When a foreign defendant is the target of a Québec class action, one of the first questions to consider is whether the Québec court has jurisdiction over such defendant. Pursuant to Québec's private international rules, one of the criteria that grounds jurisdiction in a Québec court is whether a damage was "suffered" in Québec1. Québec courts have held that the mere fact that a financial loss is "recorded" in Québec (on the sole basis, for example, that a Québec resident has his/her patrimony in Québec) does not meet the test for a damage "suffered" in Québec, but a financial loss that is substantively suffered in Québec based on "material facts" arising in that province will be a sufficient basis to ground jurisdiction2.

In the September 4, 2013 decision in Mouaikel vs. Facebook Inc., 2013 QCCS 417 ("Mouaikel"), the Québec Superior Court (the "QSC") applied the above principles and declined jurisdiction over a proposed class action launched, based on alleged misrepresentations and the failure to state material facts, against Facebook, its directors and underwriters involved in the social networking company's IPO.

In Mouaikel, the QSC noted that it was not contested that all of the respondents' alleged activities occurred in the U.S. and that no allegations were made that Facebook was a reporting issuer in Québec or that it had distributed securities in that province within the meaning of the Québec Securities Act. The only "connecting" factor alleged by the petitioner, who bears the burden of proof with respect to the jurisdiction of the Québec courts, was that she and the other proposed group members suffered a damage in Québec as a result of having purchased Facebook's shares at an allegedly inflated price. While the petitioner sought to rely on her statement of account with her Montréal broker, reflecting her purchase and sale of Facebook's shares, the QSC noted that the statement in question did not indicate where the transactions occurred or where the petitioner paid for her shares and that nothing indicated that this occurred in Québec. Based on the fact that Facebook's shares would have been notionally delivered at either the NASDAQ exchange in New York or at Facebook's head office in California, the QSC found that petitioner's payment would have been legally owed at one of such locations. The QSC noted that "nothing happened in Québec other than the recording of the petitioner's loss in her brokerage account." Based on the above, the QSC held that there was no basis to conclude that there was a substantial connection between the alleged facts and the province of Québec and that, accordingly, the QSC had no jurisdiction to entertain the proposed class action.

Interestingly, the QSC went on to note that even if it had concluded that it had jurisdiction to entertain the proposed class action, it would have, based on a number of factors, declined jurisdiction, which it characterized as "tenuous [...] at best", in favour of the New York courts where 41 lawsuits relating to the Facebook IPO and raising the same allegations of wrongdoing have been consolidated. The QSC noted that the claims of the putative Québec class members were already covered by the consolidated class actions in New York, and, as such, Québec shareholders were not left without any remedy.

Footnotes

1 See Article 3148 (3) of the Civil Code of Québec.

2 See, for example, Options Consommateurs v. Infineon Technologies, a.g., 2011 QCCA 2116, which is currently under appeal before the Supreme Court of Canada.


### WORK TO BE COMPLETED
Write out every entry exactly as it stands.

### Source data
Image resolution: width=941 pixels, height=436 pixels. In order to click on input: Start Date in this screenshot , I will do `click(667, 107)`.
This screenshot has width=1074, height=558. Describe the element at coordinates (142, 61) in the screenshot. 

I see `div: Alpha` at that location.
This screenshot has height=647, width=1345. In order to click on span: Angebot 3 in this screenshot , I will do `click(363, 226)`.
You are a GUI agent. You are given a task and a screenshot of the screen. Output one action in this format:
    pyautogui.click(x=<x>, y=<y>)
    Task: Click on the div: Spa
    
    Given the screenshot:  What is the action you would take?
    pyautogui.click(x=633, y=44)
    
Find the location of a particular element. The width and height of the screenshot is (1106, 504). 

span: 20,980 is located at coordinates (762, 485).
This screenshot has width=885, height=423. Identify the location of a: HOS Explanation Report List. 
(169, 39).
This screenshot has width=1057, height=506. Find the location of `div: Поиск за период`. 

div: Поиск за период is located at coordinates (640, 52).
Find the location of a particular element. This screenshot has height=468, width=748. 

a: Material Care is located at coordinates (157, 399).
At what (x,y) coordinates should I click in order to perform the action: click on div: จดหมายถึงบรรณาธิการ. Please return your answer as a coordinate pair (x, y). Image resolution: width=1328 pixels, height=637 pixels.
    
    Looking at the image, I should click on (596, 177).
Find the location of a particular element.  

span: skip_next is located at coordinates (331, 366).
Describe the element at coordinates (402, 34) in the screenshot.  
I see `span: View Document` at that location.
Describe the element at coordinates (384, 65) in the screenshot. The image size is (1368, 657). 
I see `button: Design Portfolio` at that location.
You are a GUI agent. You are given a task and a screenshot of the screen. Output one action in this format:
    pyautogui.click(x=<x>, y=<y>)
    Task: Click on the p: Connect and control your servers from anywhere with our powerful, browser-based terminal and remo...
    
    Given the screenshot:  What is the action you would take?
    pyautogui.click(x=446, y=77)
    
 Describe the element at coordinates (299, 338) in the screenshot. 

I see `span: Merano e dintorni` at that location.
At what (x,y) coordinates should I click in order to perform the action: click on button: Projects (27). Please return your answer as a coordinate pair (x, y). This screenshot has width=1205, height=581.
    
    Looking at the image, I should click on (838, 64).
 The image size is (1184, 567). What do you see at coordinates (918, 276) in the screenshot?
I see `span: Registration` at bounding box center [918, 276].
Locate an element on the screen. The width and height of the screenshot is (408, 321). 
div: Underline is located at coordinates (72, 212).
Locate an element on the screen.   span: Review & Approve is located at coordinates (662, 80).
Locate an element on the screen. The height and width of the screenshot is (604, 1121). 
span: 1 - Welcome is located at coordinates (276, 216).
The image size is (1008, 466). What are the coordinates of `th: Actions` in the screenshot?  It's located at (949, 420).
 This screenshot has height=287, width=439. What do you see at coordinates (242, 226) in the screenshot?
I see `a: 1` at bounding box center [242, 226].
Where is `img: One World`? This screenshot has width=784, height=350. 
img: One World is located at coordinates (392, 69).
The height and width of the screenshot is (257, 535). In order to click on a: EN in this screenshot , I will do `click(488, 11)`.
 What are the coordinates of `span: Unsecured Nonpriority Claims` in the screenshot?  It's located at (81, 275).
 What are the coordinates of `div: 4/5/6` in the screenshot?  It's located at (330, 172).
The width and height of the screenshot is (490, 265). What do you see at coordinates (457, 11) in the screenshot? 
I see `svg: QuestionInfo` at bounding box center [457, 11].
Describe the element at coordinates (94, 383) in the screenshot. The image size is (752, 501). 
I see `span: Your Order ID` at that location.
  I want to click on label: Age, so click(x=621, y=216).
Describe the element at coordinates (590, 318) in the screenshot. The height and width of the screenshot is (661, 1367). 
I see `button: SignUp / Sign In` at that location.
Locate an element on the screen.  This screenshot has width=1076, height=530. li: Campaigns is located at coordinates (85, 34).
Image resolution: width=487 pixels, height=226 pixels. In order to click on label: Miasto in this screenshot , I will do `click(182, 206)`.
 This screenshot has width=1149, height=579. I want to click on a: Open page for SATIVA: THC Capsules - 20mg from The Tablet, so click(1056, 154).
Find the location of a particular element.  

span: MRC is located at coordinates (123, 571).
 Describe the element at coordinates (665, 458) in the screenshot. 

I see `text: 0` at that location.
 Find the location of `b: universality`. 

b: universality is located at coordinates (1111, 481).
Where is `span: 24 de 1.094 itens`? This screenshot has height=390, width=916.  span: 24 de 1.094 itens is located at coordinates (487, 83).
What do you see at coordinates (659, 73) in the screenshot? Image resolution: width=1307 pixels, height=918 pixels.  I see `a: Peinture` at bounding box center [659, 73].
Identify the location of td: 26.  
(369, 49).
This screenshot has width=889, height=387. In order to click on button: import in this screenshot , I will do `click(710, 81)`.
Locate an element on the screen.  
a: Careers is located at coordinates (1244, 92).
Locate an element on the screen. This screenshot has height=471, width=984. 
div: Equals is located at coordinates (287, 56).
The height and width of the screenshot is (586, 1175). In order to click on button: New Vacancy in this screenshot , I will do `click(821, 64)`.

### SOLVED EXERCISE
Image resolution: width=941 pixels, height=436 pixels. In order to click on input: Start Date in this screenshot , I will do `click(667, 107)`.
This screenshot has width=1074, height=558. Describe the element at coordinates (142, 61) in the screenshot. 

I see `div: Alpha` at that location.
This screenshot has height=647, width=1345. In order to click on span: Angebot 3 in this screenshot , I will do `click(363, 226)`.
You are a GUI agent. You are given a task and a screenshot of the screen. Output one action in this format:
    pyautogui.click(x=<x>, y=<y>)
    Task: Click on the div: Spa
    
    Given the screenshot:  What is the action you would take?
    pyautogui.click(x=633, y=44)
    
Find the location of a particular element. The width and height of the screenshot is (1106, 504). 

span: 20,980 is located at coordinates (762, 485).
This screenshot has width=885, height=423. Identify the location of a: HOS Explanation Report List. 
(169, 39).
This screenshot has width=1057, height=506. Find the location of `div: Поиск за период`. 

div: Поиск за период is located at coordinates (640, 52).
Find the location of a particular element. This screenshot has height=468, width=748. 

a: Material Care is located at coordinates (157, 399).
At what (x,y) coordinates should I click in order to perform the action: click on div: จดหมายถึงบรรณาธิการ. Please return your answer as a coordinate pair (x, y). Image resolution: width=1328 pixels, height=637 pixels.
    
    Looking at the image, I should click on (596, 177).
Find the location of a particular element.  

span: skip_next is located at coordinates (331, 366).
Describe the element at coordinates (402, 34) in the screenshot.  
I see `span: View Document` at that location.
Describe the element at coordinates (384, 65) in the screenshot. The image size is (1368, 657). 
I see `button: Design Portfolio` at that location.
You are a GUI agent. You are given a task and a screenshot of the screen. Output one action in this format:
    pyautogui.click(x=<x>, y=<y>)
    Task: Click on the p: Connect and control your servers from anywhere with our powerful, browser-based terminal and remo...
    
    Given the screenshot:  What is the action you would take?
    pyautogui.click(x=446, y=77)
    
 Describe the element at coordinates (299, 338) in the screenshot. 

I see `span: Merano e dintorni` at that location.
At what (x,y) coordinates should I click in order to perform the action: click on button: Projects (27). Please return your answer as a coordinate pair (x, y). This screenshot has width=1205, height=581.
    
    Looking at the image, I should click on (838, 64).
 The image size is (1184, 567). What do you see at coordinates (918, 276) in the screenshot?
I see `span: Registration` at bounding box center [918, 276].
Locate an element on the screen. The width and height of the screenshot is (408, 321). 
div: Underline is located at coordinates (72, 212).
Locate an element on the screen.   span: Review & Approve is located at coordinates (662, 80).
Locate an element on the screen. The height and width of the screenshot is (604, 1121). 
span: 1 - Welcome is located at coordinates (276, 216).
The image size is (1008, 466). What are the coordinates of `th: Actions` in the screenshot?  It's located at (949, 420).
 This screenshot has height=287, width=439. What do you see at coordinates (242, 226) in the screenshot?
I see `a: 1` at bounding box center [242, 226].
Where is `img: One World`? This screenshot has width=784, height=350. 
img: One World is located at coordinates (392, 69).
The height and width of the screenshot is (257, 535). In order to click on a: EN in this screenshot , I will do `click(488, 11)`.
 What are the coordinates of `span: Unsecured Nonpriority Claims` in the screenshot?  It's located at (81, 275).
 What are the coordinates of `div: 4/5/6` in the screenshot?  It's located at (330, 172).
The width and height of the screenshot is (490, 265). What do you see at coordinates (457, 11) in the screenshot? 
I see `svg: QuestionInfo` at bounding box center [457, 11].
Describe the element at coordinates (94, 383) in the screenshot. The image size is (752, 501). 
I see `span: Your Order ID` at that location.
  I want to click on label: Age, so click(x=621, y=216).
Describe the element at coordinates (590, 318) in the screenshot. The height and width of the screenshot is (661, 1367). 
I see `button: SignUp / Sign In` at that location.
Locate an element on the screen.  This screenshot has width=1076, height=530. li: Campaigns is located at coordinates (85, 34).
Image resolution: width=487 pixels, height=226 pixels. In order to click on label: Miasto in this screenshot , I will do `click(182, 206)`.
 This screenshot has width=1149, height=579. I want to click on a: Open page for SATIVA: THC Capsules - 20mg from The Tablet, so click(1056, 154).
Find the location of a particular element.  

span: MRC is located at coordinates (123, 571).
 Describe the element at coordinates (665, 458) in the screenshot. 

I see `text: 0` at that location.
 Find the location of `b: universality`. 

b: universality is located at coordinates (1111, 481).
Where is `span: 24 de 1.094 itens`? This screenshot has height=390, width=916.  span: 24 de 1.094 itens is located at coordinates (487, 83).
What do you see at coordinates (659, 73) in the screenshot? Image resolution: width=1307 pixels, height=918 pixels.  I see `a: Peinture` at bounding box center [659, 73].
Identify the location of td: 26.  
(369, 49).
This screenshot has width=889, height=387. In order to click on button: import in this screenshot , I will do `click(710, 81)`.
Locate an element on the screen.  
a: Careers is located at coordinates (1244, 92).
Locate an element on the screen. This screenshot has height=471, width=984. 
div: Equals is located at coordinates (287, 56).
The height and width of the screenshot is (586, 1175). In order to click on button: New Vacancy in this screenshot , I will do `click(821, 64)`.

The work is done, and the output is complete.